▶ **Problem description**
Only the records, exactly as written, belong in the answer; pictures do not.

Top of Source records

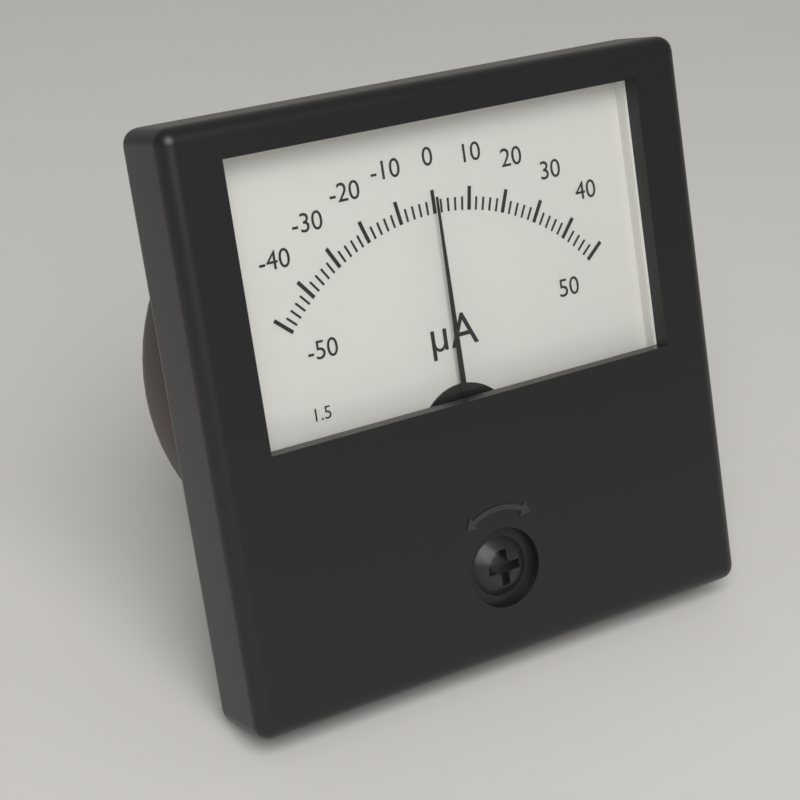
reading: 0 µA
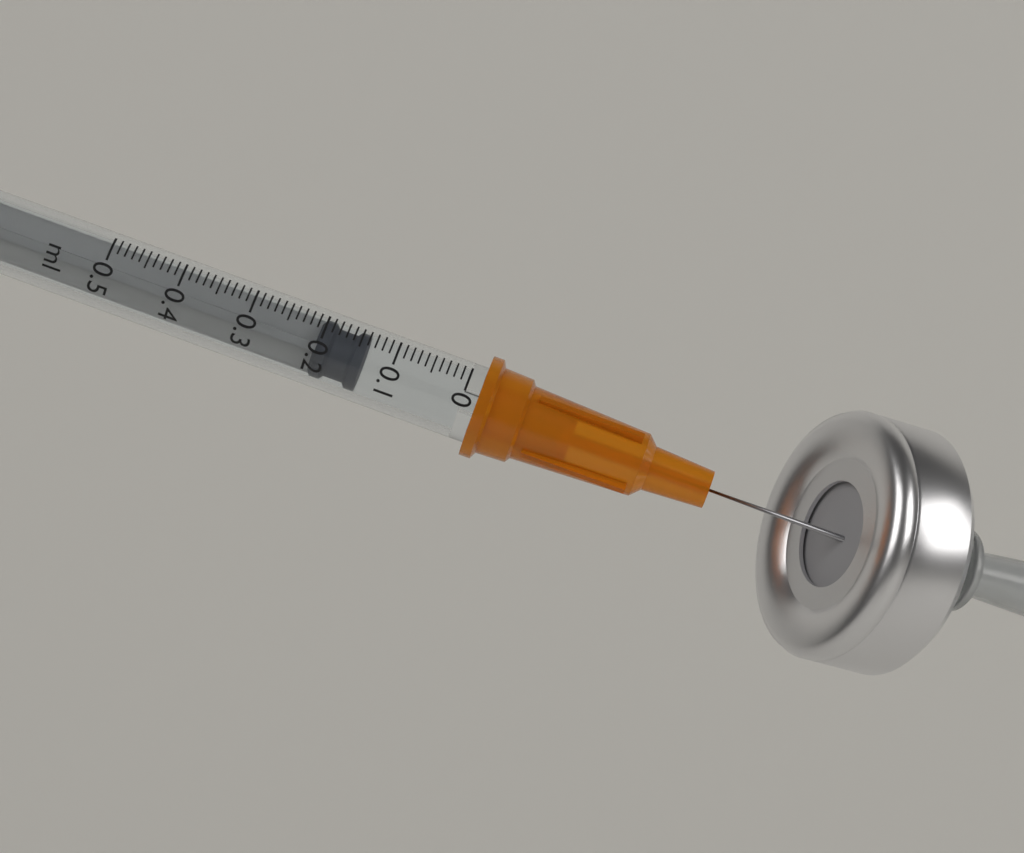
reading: 0.14 ml
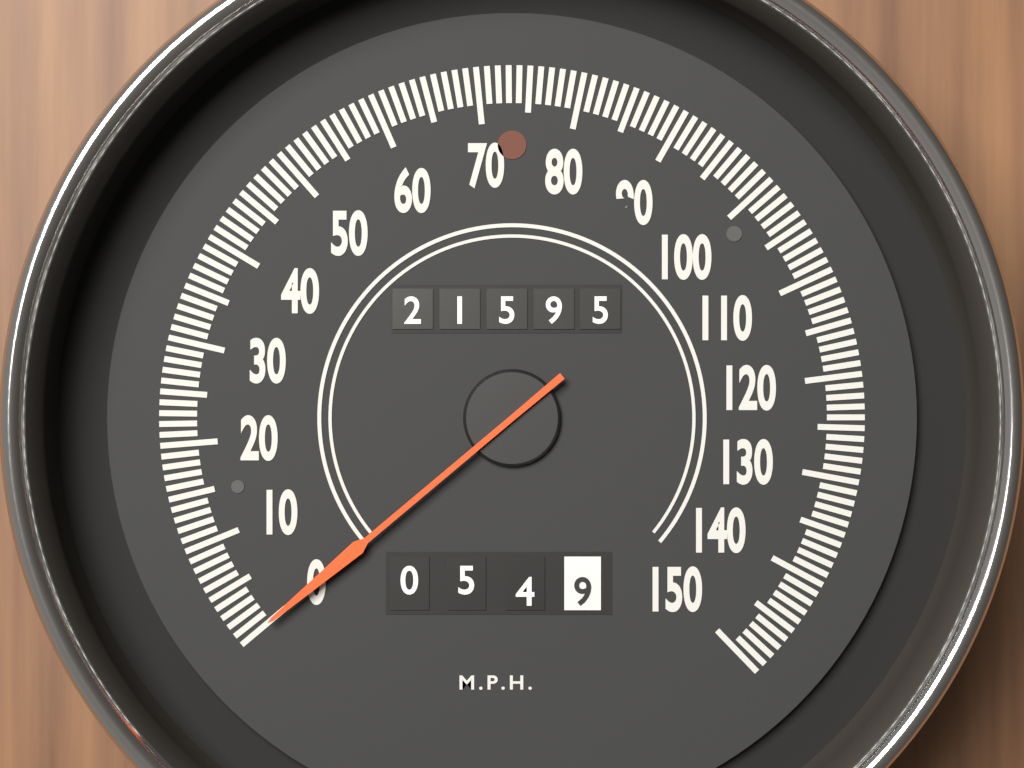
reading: 0 mph
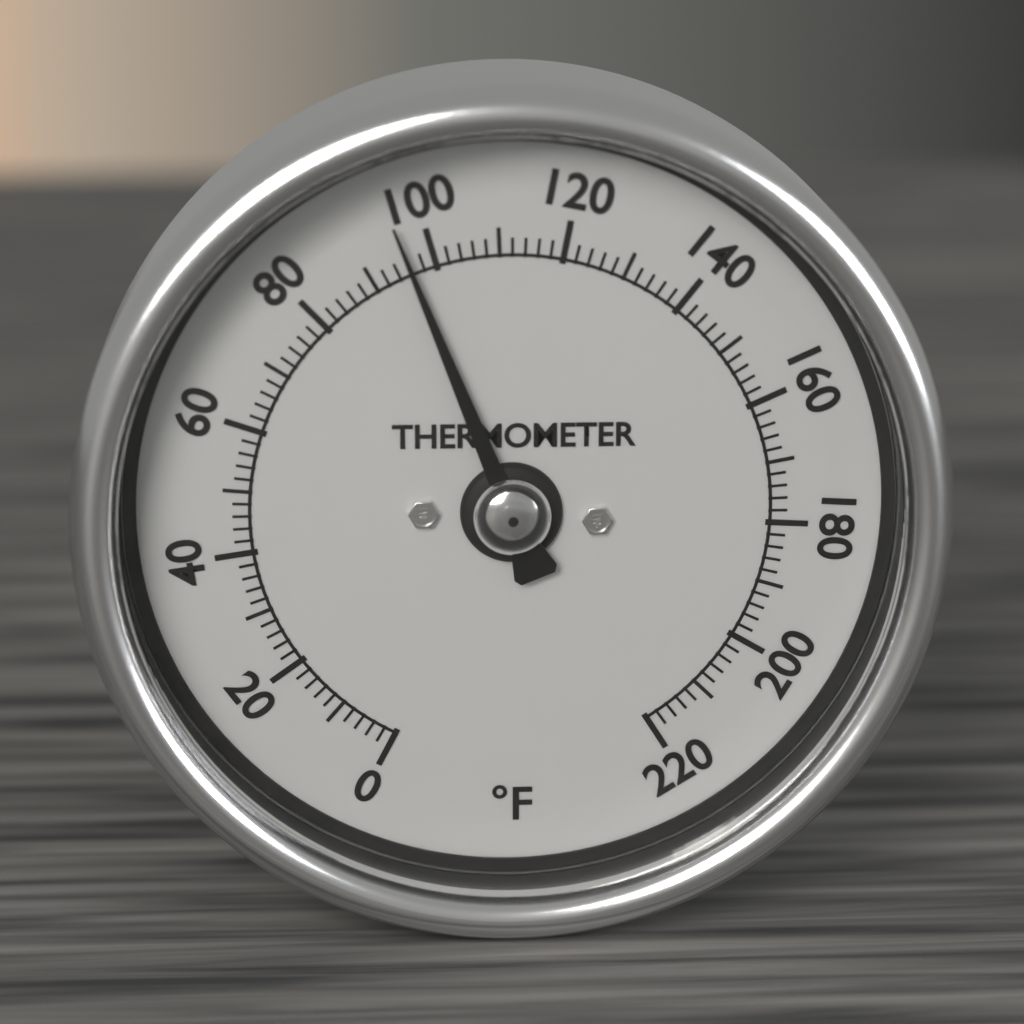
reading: 96 °F
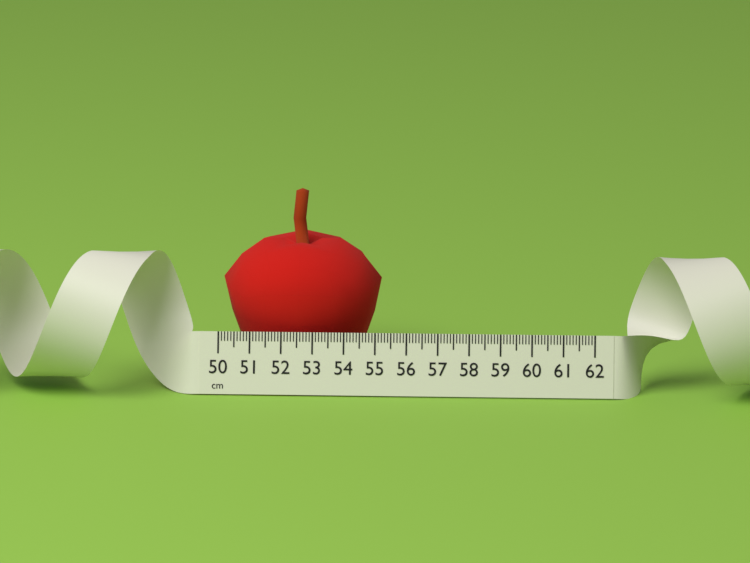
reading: 55.1 cm
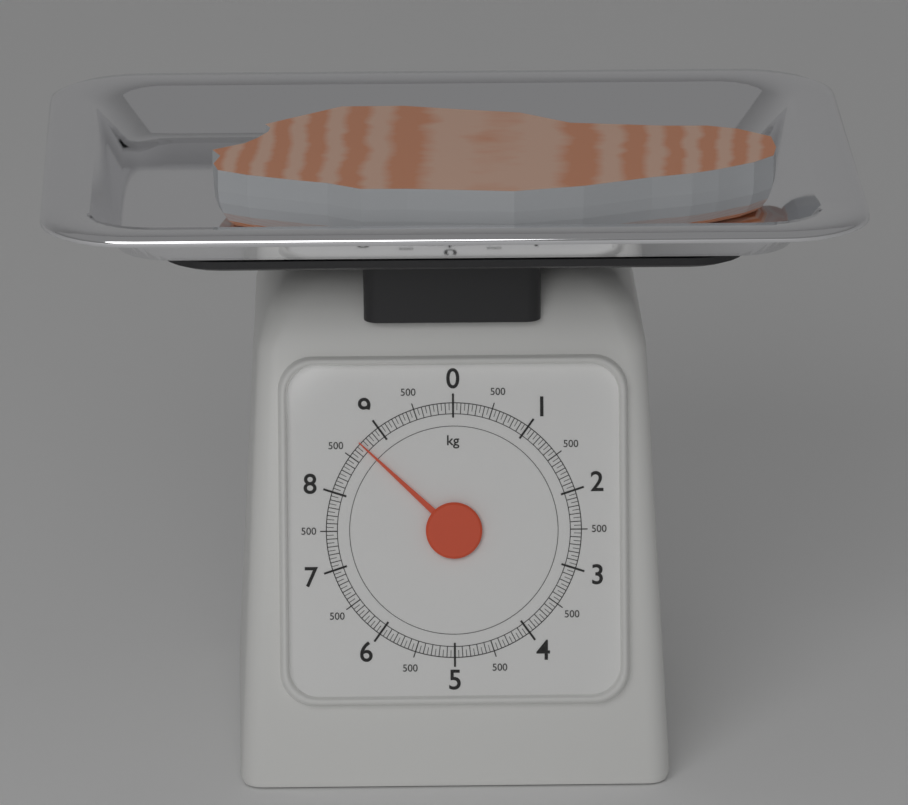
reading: 8.70 kg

Bottom of Source records

▶ **Answer box**
reading: 0 µA
reading: 0.14 ml
reading: 0 mph
reading: 96 °F
reading: 55.1 cm
reading: 8.70 kg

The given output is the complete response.